Ashley is a PhD candidate concentrating on Rhetoric and Composition and a Teaching Associate in the English Department. Ashley holds a Bachelor's Degree in English from Coastal Carolina University (2017) and a Master's Degree in English from University of Massachusetts Amherst (2019). Ashley research focuses on transnational feminist rhetoric, mobility, and Appalachian litracies. Ashley has published work in Peitho: Journal of the Coalition of Feminist Scholars in the History of Rhetoric and Composition and Literacy in Composition Studies. Her dissertation looks at the ways that global political economic rhetorics shape Appalachian women's literacies.
Ashley completed coursework for the certificate in 2021.

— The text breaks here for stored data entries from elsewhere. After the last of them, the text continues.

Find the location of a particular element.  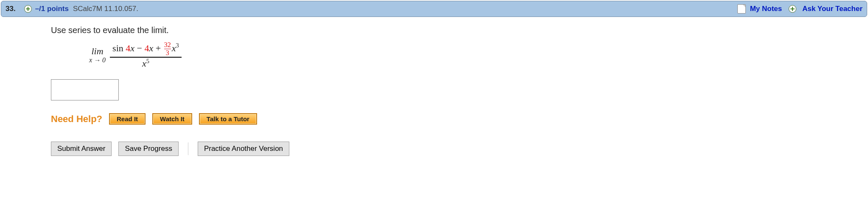

denominator: x5 is located at coordinates (146, 64).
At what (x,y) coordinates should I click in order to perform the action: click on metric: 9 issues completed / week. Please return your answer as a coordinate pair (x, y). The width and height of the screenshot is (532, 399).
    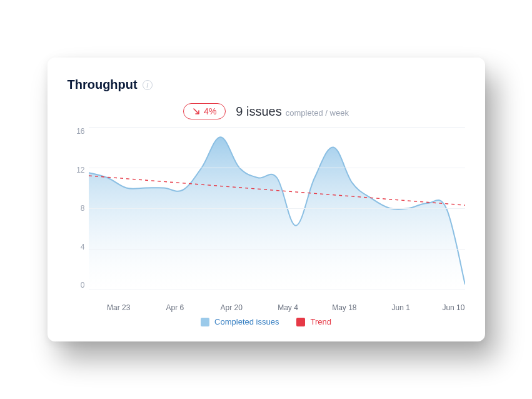
    Looking at the image, I should click on (293, 111).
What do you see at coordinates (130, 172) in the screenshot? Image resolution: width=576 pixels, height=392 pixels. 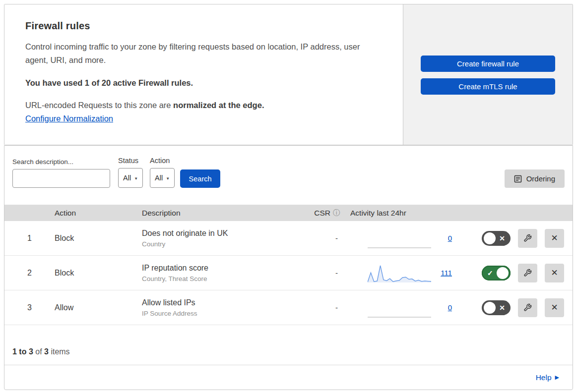 I see `status-filter-group: Status All ▼` at bounding box center [130, 172].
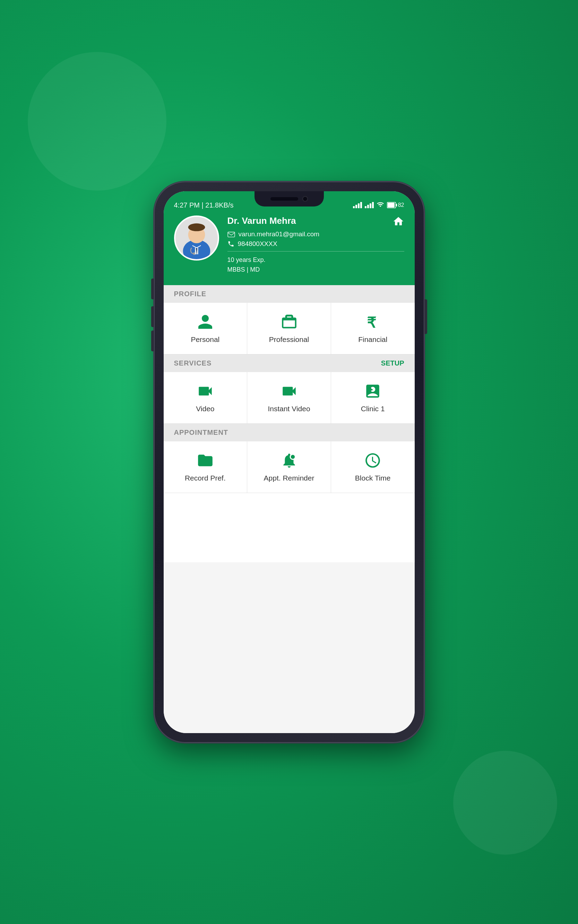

Larrisa (Larri) Miller is a PhD student in the Department of Communication at the University of Massachusetts, Amherst. She completed her B.A. in Cognitive Science and Psychology at Lehigh University, and her M.S. in Data Analytics & Computational Social Science at UMass Amherst. Her research broadly lies at the intersection of media, technology, and society, with specific interests in mis/disinformation flow, social media, algorithmic impact, political communication, computational social science, and feminist studies.
Esther is a PhD student in the Department of Sociology. She holds a BA in History and an MA in Sociology from the University of Delhi and Manipal University respectively. She is interested in studying development, philanthropy, and sexual and reproductive health from a feminist perspective. Another set of research interests include transnational feminist movements and academic collaboration across borders. Her research is geographically focused on India and its connections to the United States. Esther has previously worked in the development sector in India on education and sexual and reproductive health and rights.

Signe is a PhD Candidate in the Department of Political Science. She is a feminist scholar of global political economy, with interest in the ways that systems of race, gender and class are integral to the reproduction of and resistance to economic systems. Her interdisciplinary work draws also from development studies as well as economic anthropology. Her dissertation project, Fearless Girls and Winning Women: The Politics of Inclusion in Finance after 2008, uses ethnographic and qualitative methods to examine gender diversity programs in the decade following the 2008 financial crisis. This work has been supported by funding from the Social Science Research Council. Her chapter on “Feminist and Gender Studies Approaches to Financialization” appears in the Routledge International Handbook of Financialization (2020).
Signe finished coursework for the certificate in 2020.

Chanel completed her BA in Sociology at Buffalo State College, and her MA in the Social Sciences at the University of Chicago. She is currently in the Sociology PhD program at UMass Amherst, focusing on the experiences, identities, and empowerment of members of the African diaspora. Her research interests include cultural studies, social movements, black feminism, race, and qualitative methods

I am a sociologist and feminist scholar who examines how inequalities manifest at every stage of human reproduction, including family formation, parenting, and abortion. My dissertation examines how race, class, and gender shape trans women's ability to 1) become parents, and 2) sustain families. Using semi-structured interviews with 60 transgender women of diverse racial and class backgrounds, I explore how interpersonal relationships (i.e., with partners and communities) and institutional contexts (i.e., employment, health care, and the law) produce and reinforce these disparities. This project is funded by the American Sociological Association and the UMass Center for Research on Families.
Derek finished coursework for the certificate in 2019.
Jia Zhang is a doctoral student in the W.E.B. Du Bois Department of Afro-American Studies. Jia’s research project examines the gender politics of the Black Arts Movement with its connections to Maoist China. Through feminist methodologies, her project centers gender politics on the family structures in Maoist China and the BAM and runs its analysis into the gendered elements that constitute a family and a society.